Cut back to the Magic Castle. Halley smokes a cigarette, waiting for her laundry to finish while Moonee plays with her toys. Again, there is a juxtaposition of reality and fantasy, of the frightening adult world threatening the virtues of youth and its freedom from substantial worry. Perched atop a washing machine and scrolling on her phone, Halley is snubbed by a resident due to her new reputation as a whore. With Moonee on the curb, the danger is creeping closer into her space. The next scenes are comprised of Halley asking her former best friend, Ashley, to spot her rent since she’s no longer able to keep up the hustle. Ashley calls her out with an internet ad, and Halley shamelessly denies her own picture before her like a stubborn child. Upon being threatened, Halley proceeds to jump Ashley and brutalizes her while her son, Scooty, witnesses the entire confrontation. This pivotal moment demarcates the story as it swiftly ends the separation between a child’s naivety and the tumultuous adult affairs.
With the arrival of sound, the cinema began to move into realism. This film realistically represents the environment in which it is set, and there is no soundtrack or non-diegetic sound to take away from what takes place on screen. As per our text, “the window offers a detail of a larger whole in which the elements appear as if distributed in no particular way, so that the impression of realism for the spectator is above all a function of transparency” (Elsaesser and Hagener 18). Halley would have been a teen mom with Moonee, and thus the lack of maturity Halley has is appropriate considering she is raising a child alone. She is maladjusted to the working-class world, having been recently fired from a strip club. The local diner wouldn’t hire her either, but to Moonee she is the world. And rightfully so, as Halley loves Moonee with all of her heart regardless of not knowing how to be a parent or role model.

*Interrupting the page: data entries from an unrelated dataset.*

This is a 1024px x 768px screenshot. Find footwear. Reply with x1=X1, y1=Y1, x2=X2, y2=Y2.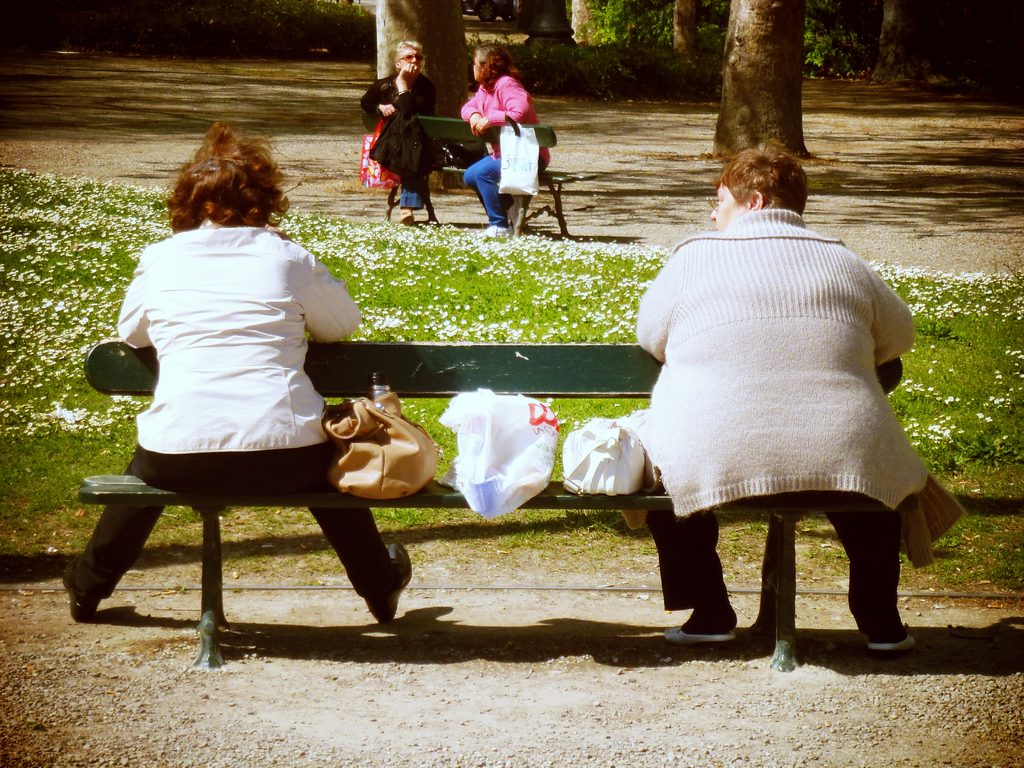
x1=364, y1=543, x2=413, y2=627.
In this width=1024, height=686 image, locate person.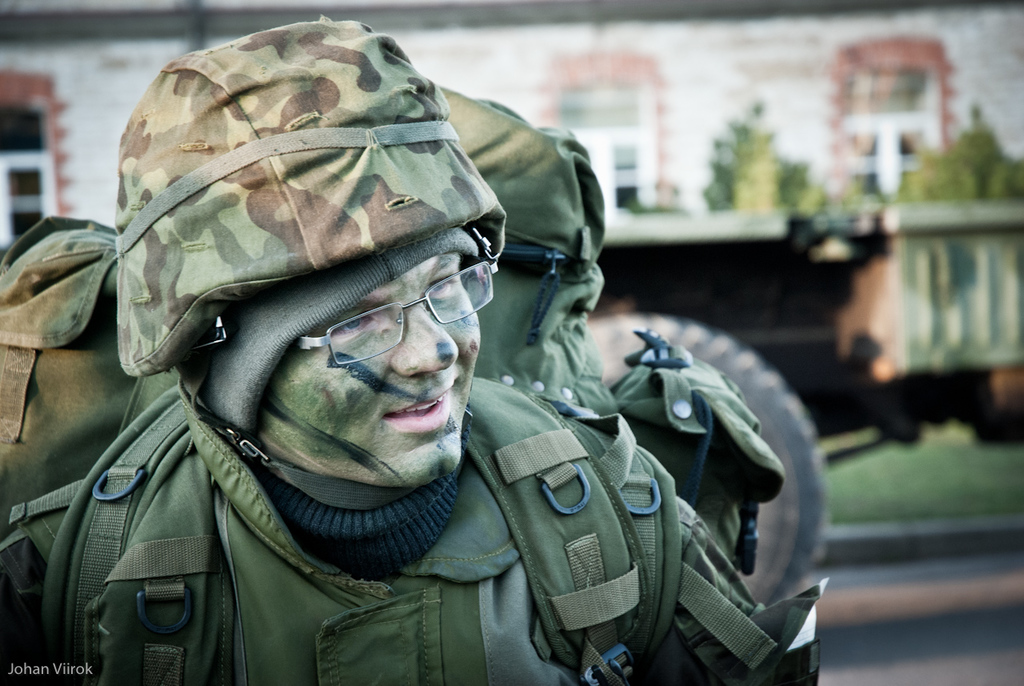
Bounding box: region(52, 46, 755, 685).
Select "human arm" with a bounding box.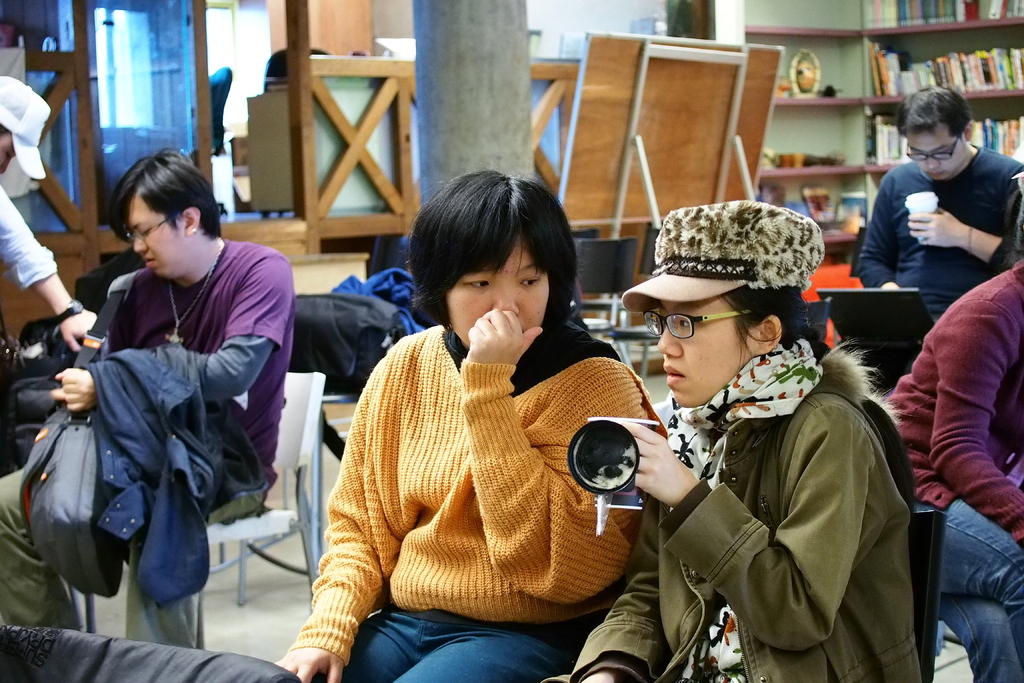
detection(566, 498, 660, 682).
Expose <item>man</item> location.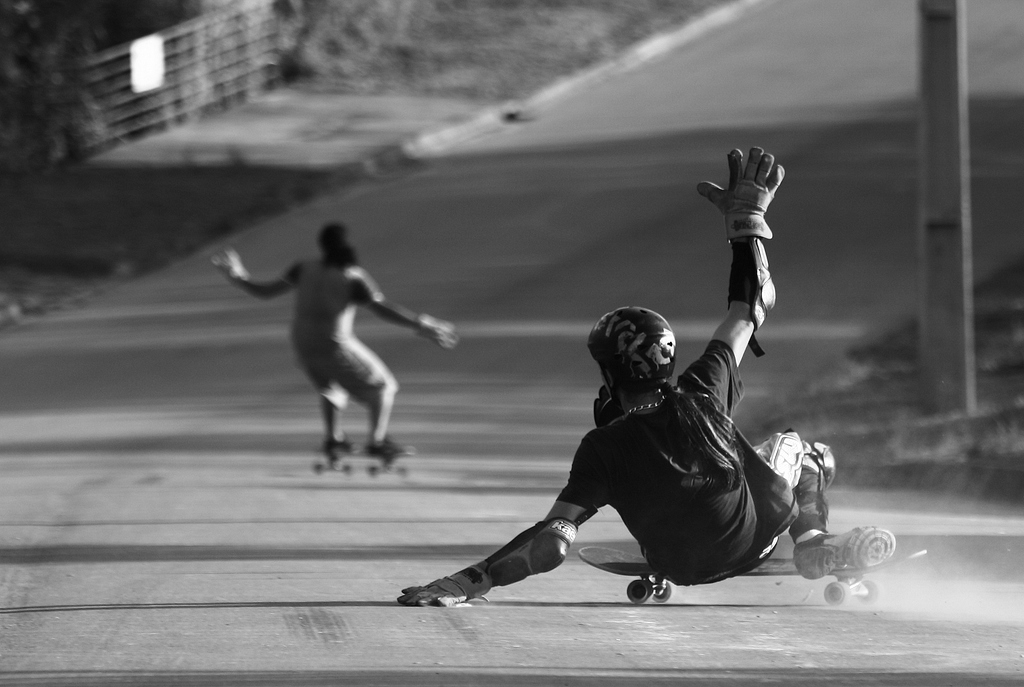
Exposed at [left=397, top=140, right=897, bottom=610].
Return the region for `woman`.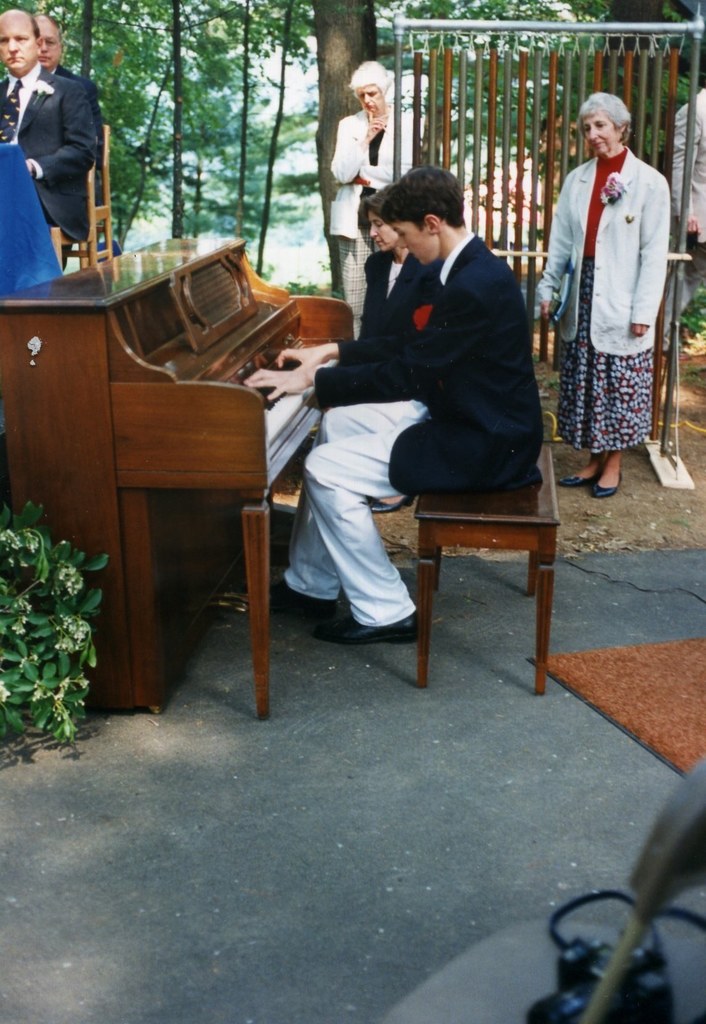
bbox(328, 63, 412, 296).
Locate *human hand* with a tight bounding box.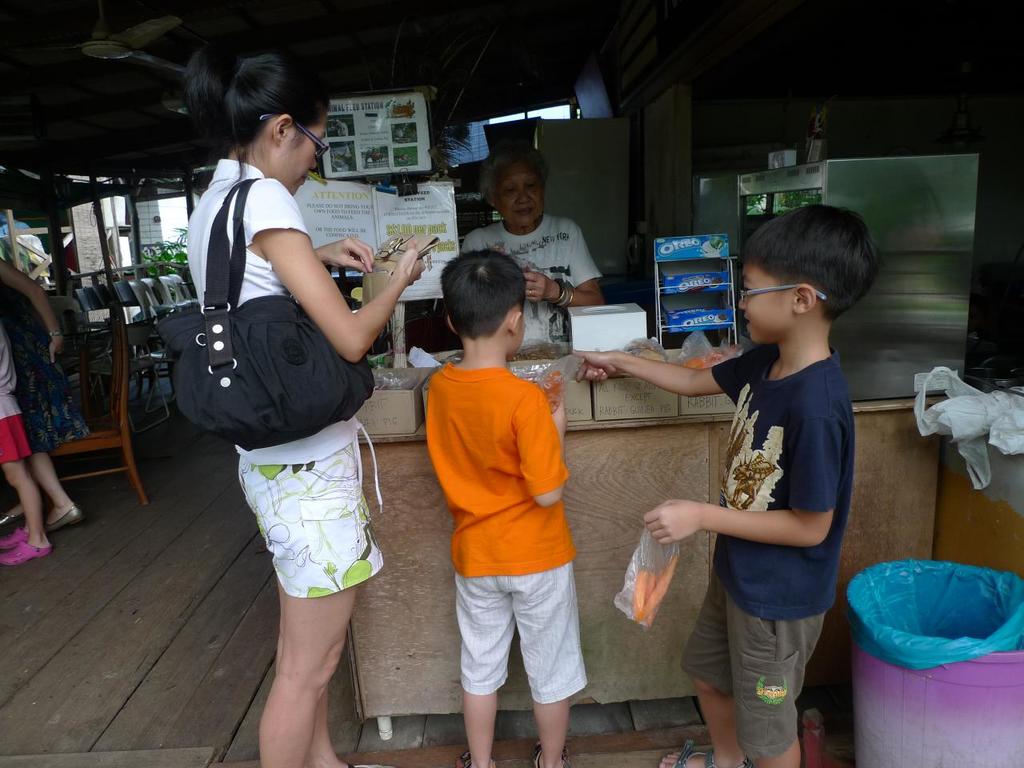
[x1=570, y1=346, x2=618, y2=386].
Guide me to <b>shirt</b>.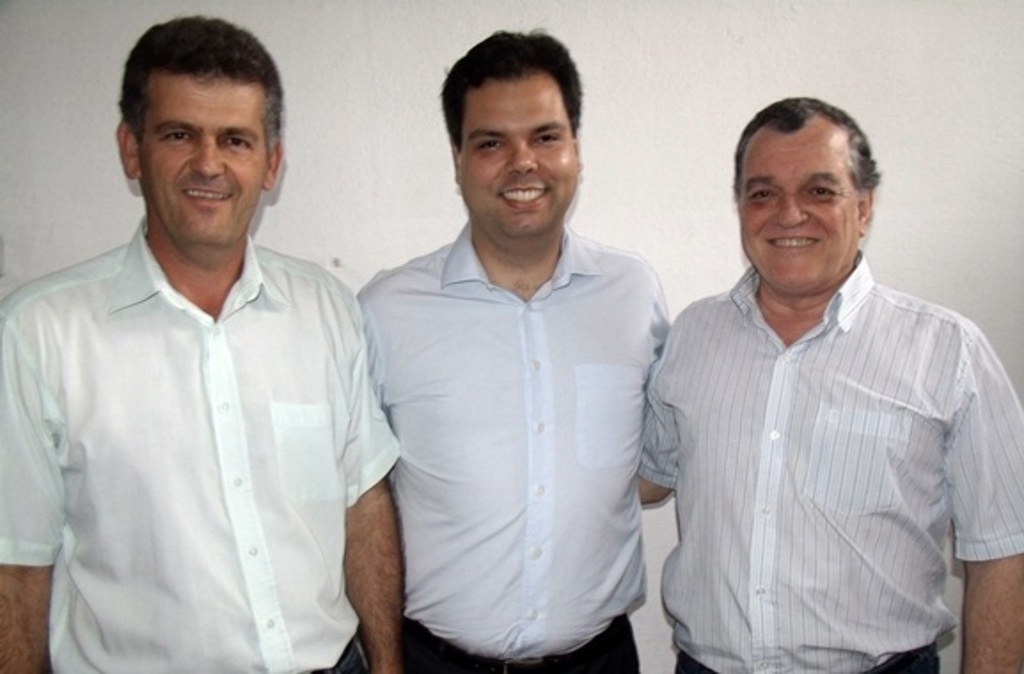
Guidance: 634 248 1022 672.
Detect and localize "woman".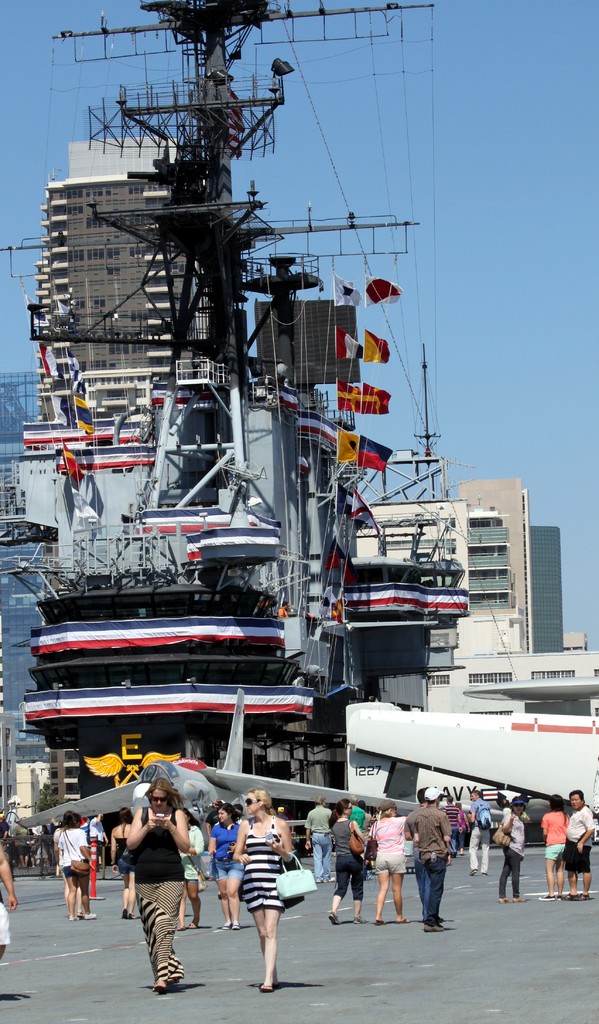
Localized at (x1=179, y1=805, x2=212, y2=933).
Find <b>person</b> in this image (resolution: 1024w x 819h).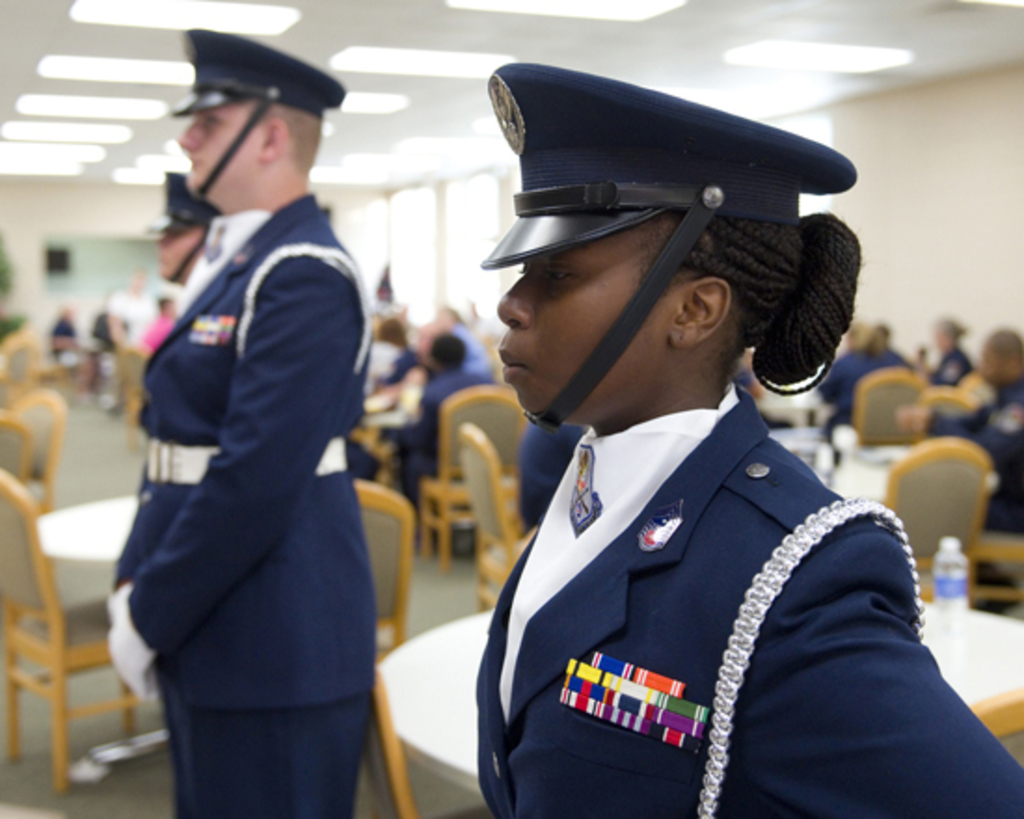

The complexity of this relationship accurately depicts a range of rights and wrongs, good and bad, asserting a spectrum on which humans exist. A spectrum the audience misses in most classical cinema and blockbusters. These multi-faceted characters represent actual people who are figuring it out as they go. There are no patterns of narrative development. The exposition of the adult world is often traded for the vignettes of its children. Baker carefully ensures his audience stays in the moment of the child because that is our only hope at redeeming this story. We don’t get the luxury of a happy ending or a resolution wrapped-up with a neat bow. We aren’t awarded those things because that is not how life operates. The ending is left ambiguous, so we must question and speculate to fill in our own fantasy of where this story continues.
Works Cited
Bazin, André (2010). The evolution of the language of cinema. In Marc Furstenau (ed.),
The Film Theory Reader: Debates and Arguments. Routledge.
Elsaesser, Thomas, and Malte Hagener. Film Theory: An Introduction Through the Senses. Routledge, 2015.
Santich, Kate. “Thousands of Motel-Living Families Face Shaky Future.”
OrlandoSentinel.com, 8 Oct. 2015, www.orlandosentinel.com/news/local/oshomeless-families-motels-20151005-story.html.
“The Florida Project – Sean Baker, Chris Bergoch, and Alexis Zabe Q&A.” YouTube, 10Oct. 2017, youtu.be/qo6Jg7UxLfY.